Workers do have a side, and an interest, in seeing such attacks (which are palpable in the government's aggressive demands for blood and sackings at the BBC, threats to interfere in the process of renewal of the BBC's charter, etc) defeated and the Hutton whitewash comprehensively shattered. Hence the actions of BBC workers in protesting these attacks, and indeed of officials like Greg Dyke in taking on Blair and Hutton over these Orwellian lies and in defence of some measure of press and broadcasting freedom, deserve our critical solidarity.
Indeed, this in large measure is why many bourgeois figures are worrying out loud that Hutton will prove counterproductive. It may bring discredit on the judiciary and the judicial system, they muse. Well they might!
The fact that the government is able to appoint a judge, a supposedly independent arbitrator, to investigate itself is blatantly anti-democratic. Judges of course are drawn mainly from the most privileged social layers; they are selected for their loyalty to the established order and their general social conservatism. They are also official representatives of the crown. This is particularly true of the law lords - judicial appeals to the House of Lords are designated in legal terms as appeals to the monarch herself. In reality the law lords are simply specialised representatives of the monarch who carry out these functions on a day-to-day basis.
And, of course, what is particularly grotesque about this recent example of judicial-governmental shenanigans is the fact that the key decisions about the tenor of the report into this governmental intelligence scandal were made by one unelected, unaccountable individual - Hutton.

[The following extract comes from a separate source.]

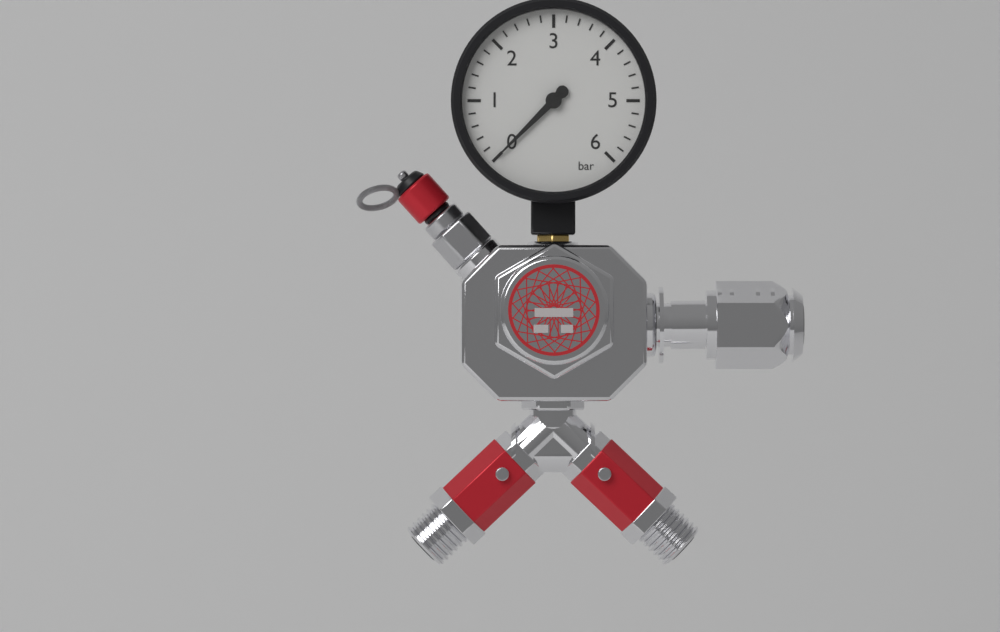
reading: 0.0 bar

That is why our Draft programme demands that all judges "be subject to election and recall." Moreover, all investigations into government-state wrongdoing should "carried out in complete openness" and be judged by juries made up of ordinary working people. Judges should be there only to advise on technical-legal matters, not to decide the verdict. This is certainly how the wider inquiry into WMDs and the whole Iraq war that the majority of the population now supports, according to opinion polls, ought to be carried out. And if the government persists in rejecting such a basic democratic demand the Stop the War Coalition is well placed to take the initiative and establish a people's enquiry of its own.
With Hutton, the massive democratic deficit in British society has once again been thrust centre-stage. In this regard, it is doubly unfortunate that the principle of republicanism - abolition of the monarchy, privy council, the House of Lords, law lords, etc - which concretely targets the anti-democratic institutions that underpin the British state, was voted down by the Socialist Workers Party majority at the Respect founding convention last week. An own goal if ever there was one.